On Friday, November 16, Hostess announced their end and blamed the Bakers’ Union strike. In 2011, Hostess lost $341 million due to debt. High sugar prices tied to US trade tariffs also really hurt the floundering company. But the CEO who helped cause the bankruptcy got a raise, and the workers received a 30% pay cut and benefit cuts. Frank Hunt, president of BCTGM (Bakery, Confectionery, Tobacco Workers and Grain Millers) had the following to say:
“Our members decided they were not going to take anymore abuse from a company they have given so much to for so many years.
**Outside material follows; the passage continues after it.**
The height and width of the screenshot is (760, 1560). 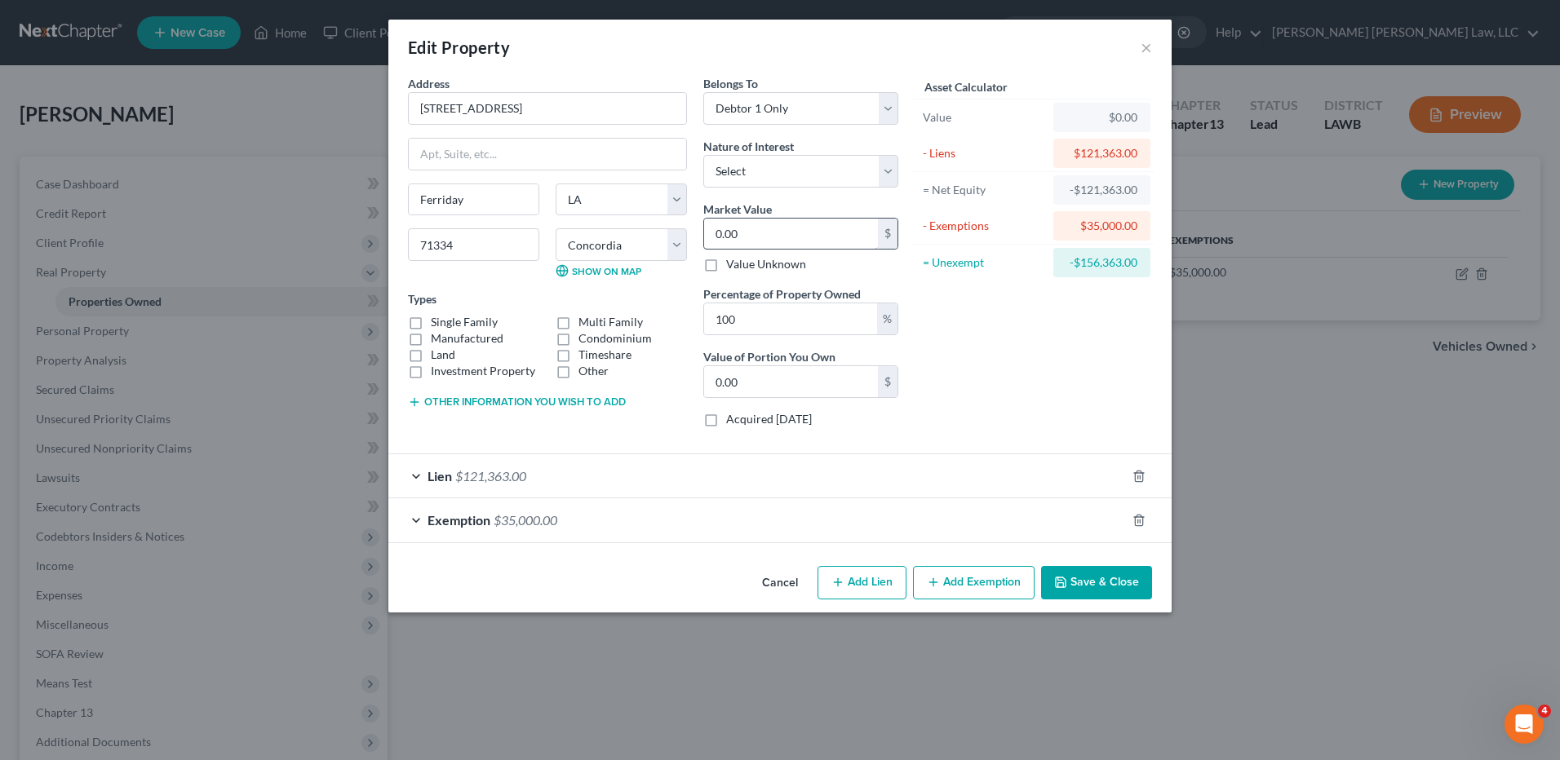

They decided that they were not going to agree to another round of outrageous wage and benefit cuts and give up their pension only to see yet another management team fail and Wall Street vulture capitalists and ‘restructuring specialists’ walk away with untold millions of dollars.”
So, are the executives or the workers to blame? Some blame the executives along with our economic system itself. We live in a capitalist country. Our means of manufacturing and distribution are privately owned by individuals. These individuals can make whatever decisions they want with the company, depending on what contracts they have signed. The workers have to just play along or form unions to go on strike. It’s an economic playground. But what other way is there? Get ready to cringe at the poor villianized word “socialism.”
Socialism is when the government owns the means of manufacturing and distribution, and this usually means a more steadily healthy economy, rather than the highs and lows of capitalism. The idea of socialism usually entails free healthcare, housing, and sometimes even cars. This is of course because the government receives the profit from the multimillion dollar companies. As of 1986, socialist countries were known to have better education and health compared to capitalist countries of similar economic growth, according to a study by UC Irvine and CAL State University professors. Socialist countries today include Australia, Sweden, Venezuela, North Korea, Vietnam and China.
Socialism has a bad rap because it’s a part of communism; however, communism’s economy isn’t any reason for alarm. It’s the totalitarian government that does what it pleases with its money that makes communism a horrible government system. People also believe that it would be too easy for people to take advantage of disability claims and receive welfare checks and that communism is inevitable in a socialist country.
Well, neither of these claims hold any proof, considering Australia and Sweden’s healthy economy, great welfare systems, and the apparent fact that as long as a country has an acceptable government before the arrival of socialism (like our own) and is a first world country, then the country will function with socialism. With our massive debt and the obvious fact that changing our country’s economic system would be nearly impossible, socialism may not happen for us.
So Hostess just got court approval for their wind-down plans November 29, socialism gains new ground every year, idiot CEOs kill functioning capitalism, and there is a possibility of mass immigration out of the US in the distant future. Just know that unions aren’t bad.